Think of a sprinter running a 400 or 800 meter race all out. At full speed, they cannot maintain that pace. It's physically impossible. The harder they sprint, the more certain the stop is. And the stop isn't gradual — they hit a wall. Their body forces them to decelerate rapidly. The energy is spent.

That's exactly what we're trading. Not the direction. Not the level. The exhaustion of velocity.

What This Looks Like on a Chart

A large-cap stock drops 4-5% in a single morning session on macro fear — not company-specific news. On the 15-minute chart, you see consecutive red candles getting bigger and faster. The selling is accelerating. Each bar is more aggressive than the last. The stock is in a full sprint downhill.

PLTR on April 10, 2026. Crashed from $131 to $122.68 on macro fear. We bought the exhaustion, sold at $127.73. In and out in 30 minutes.

PLTR on April 10, 2026. Crashed from $131 to $122.68 on macro fear. We bought the exhaustion, sold at $127.73. In and out in 30 minutes.

It approaches a known support level — a price where the stock has previously bounced or consolidated. But here's the key distinction that separates us from every other trader watching that same level: we don't buy support. We buy exhaustion AT support.

A stock slowly drifting to $245 over three days is not the same as a stock crashing to $245 in two hours. Same price. Completely different energy. The slow drift has more to give — the sellers aren't tired yet.
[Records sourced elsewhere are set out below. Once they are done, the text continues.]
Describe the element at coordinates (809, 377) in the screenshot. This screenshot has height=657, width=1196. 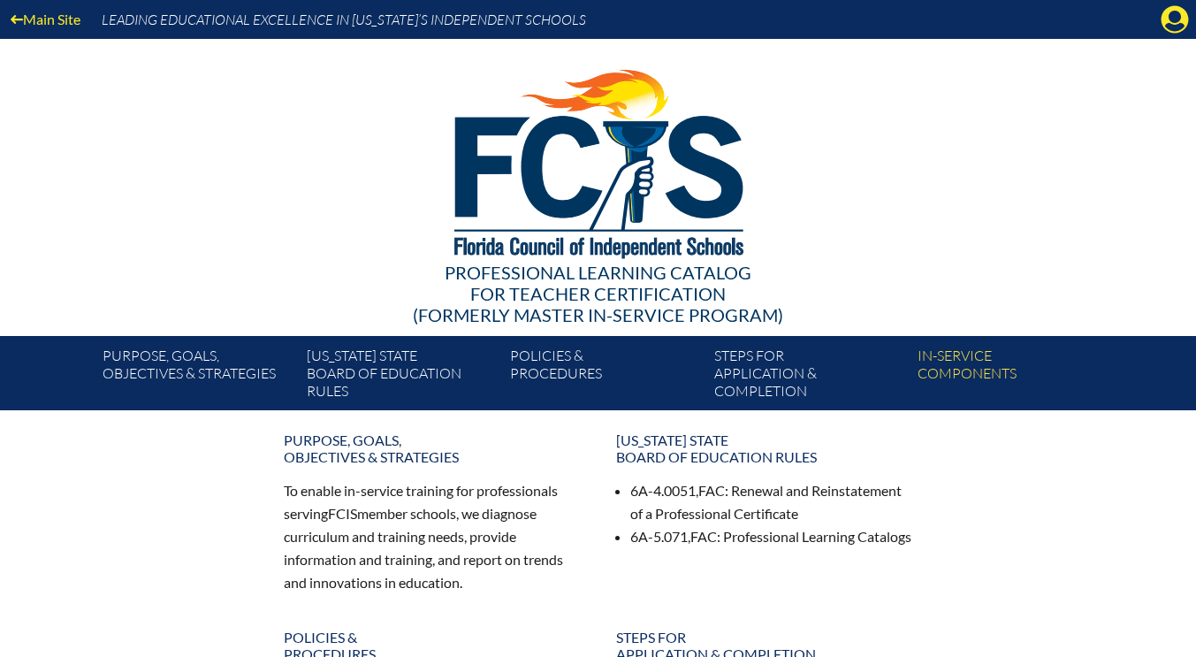
I see `a: Steps forapplication & completion` at that location.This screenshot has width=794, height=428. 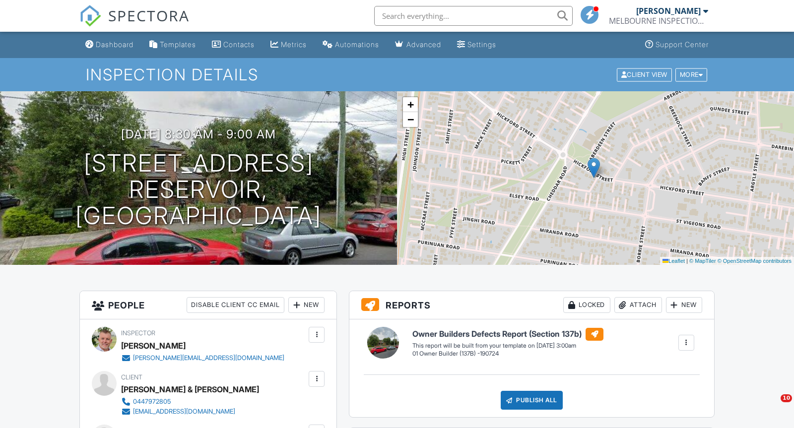 What do you see at coordinates (474, 16) in the screenshot?
I see `input: Search everything...` at bounding box center [474, 16].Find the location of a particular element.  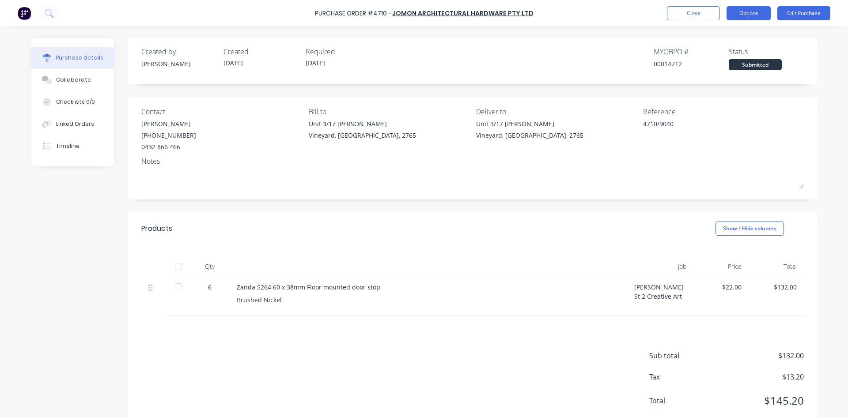

div: Total is located at coordinates (776, 267).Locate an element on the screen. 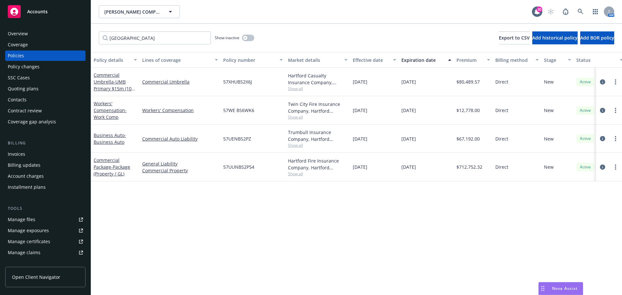 The height and width of the screenshot is (295, 622). button: Export to CSV is located at coordinates (514, 38).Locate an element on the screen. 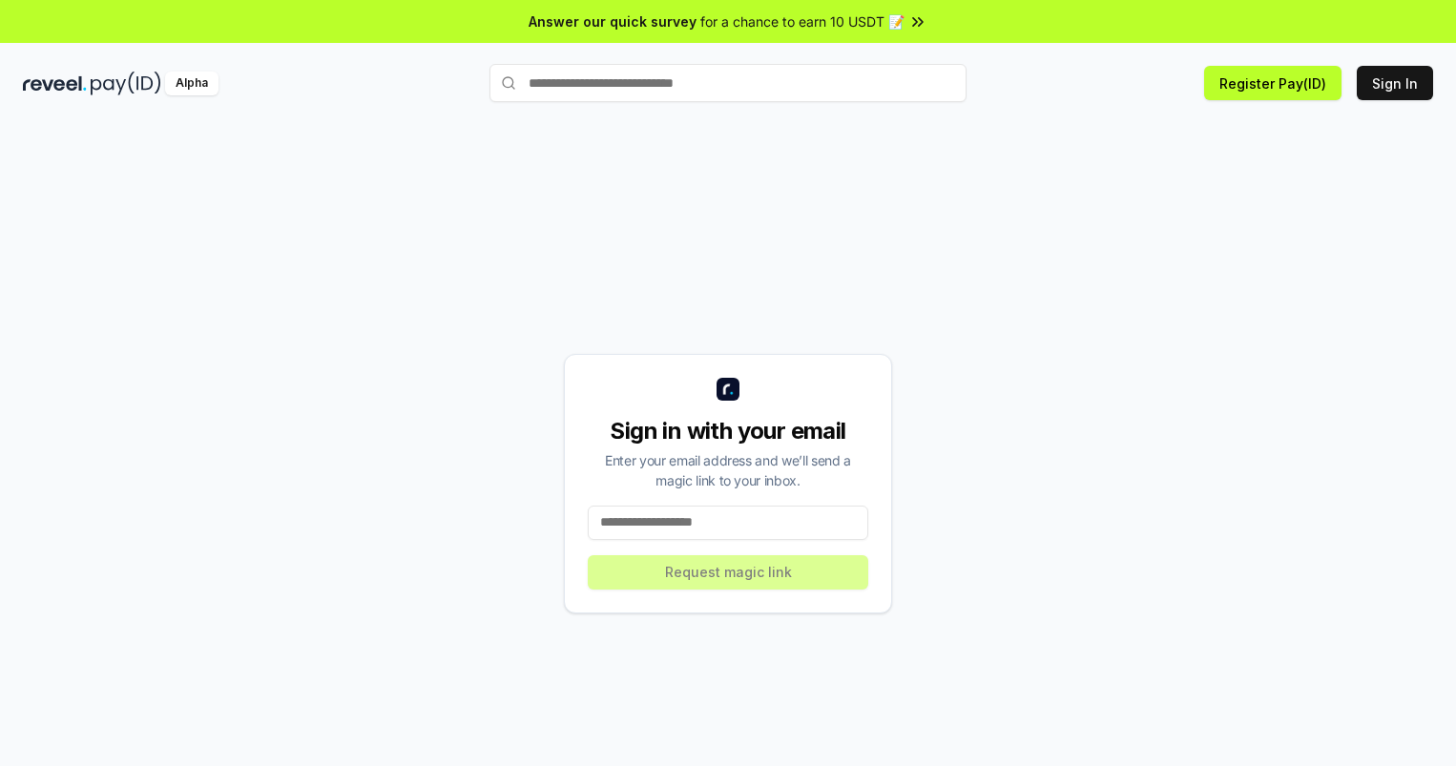 This screenshot has height=766, width=1456. div: Enter your email address and we’ll send a magic link to your inbox. is located at coordinates (728, 471).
The sprint is done — the sellers have emptied the clip.

The Entry

We enter when we see the velocity peak. The candles are at their biggest, the volume is at its heaviest, and the selling feels like it will never stop. That feeling — that "this is going straight to zero" feeling — is the signal. The sprinter is at maximum speed. The wall is next.

We start small. If the level is $245 and the stock is at $247, falling fast, we might front-run the level slightly with a small position. Then add more if it actually hits $245. Then add the final piece if it undercuts to $244 on a wick. Never all-in at one price.

The Exit

This is where discipline matters most. We're not betting the sprinter turns around and runs a marathon in the other direction. We're betting they stop, bend over, and catch their breath for a minute. That minute is our $2/share. Then we leave.

Take the $2 and move on. Don't turn a day trade into a swing trade. Don't hold hoping for $5. The reflexive bounce is the trade. It's mechanical, predictable, and repeatable. The sprinter catches their breath, the stock bounces $2, we sell and wait for the next setup.

What Disqualifies a Setup

Not every selloff is a sprint. Here's what we need to see — all of it, not some of it:

The stock must be a large-cap quality name. We're not playing this with penny stocks or low-float names. Apple, Palantir, Meta — names with deep liquidity and institutional support waiting at known levels.

The selloff must be macro-driven, not company-specific. If Apple is down 5% because earnings were terrible, that's a fundamental problem. If Apple is down 5% because Trump tweeted about tariffs, that's an emotional reaction to something that doesn't affect Apple's business. We trade the second scenario, never the first.

The candles must be dramatic. Slow drift doesn't count. We need the waterfall — consecutive red bars getting bigger, volume surging, the chart looking like a cliff. That's how you know the sellers are sprinting and about to hit the wall.

If any of these are missing, we pass. No setup, no trade. Zero problem not placing a trade for seven days.

Why This Works

The win rate on this setup is high because we're not predicting direction — we're predicting physics. A sprinter at full speed WILL stop. It's not a guess. It's a certainty. The only question is where, and that's what the support level tells us.

The risk is low because we're buying at the moment of maximum pessimism, when everyone else is panic selling. Our cost basis is the lowest of the day. Even if the bounce is small, we're profitable. And if the trade doesn't work and support breaks, we're out quickly because we sized small.

One trade. One analogy. $2/share. Move on. That's the sprinter framework.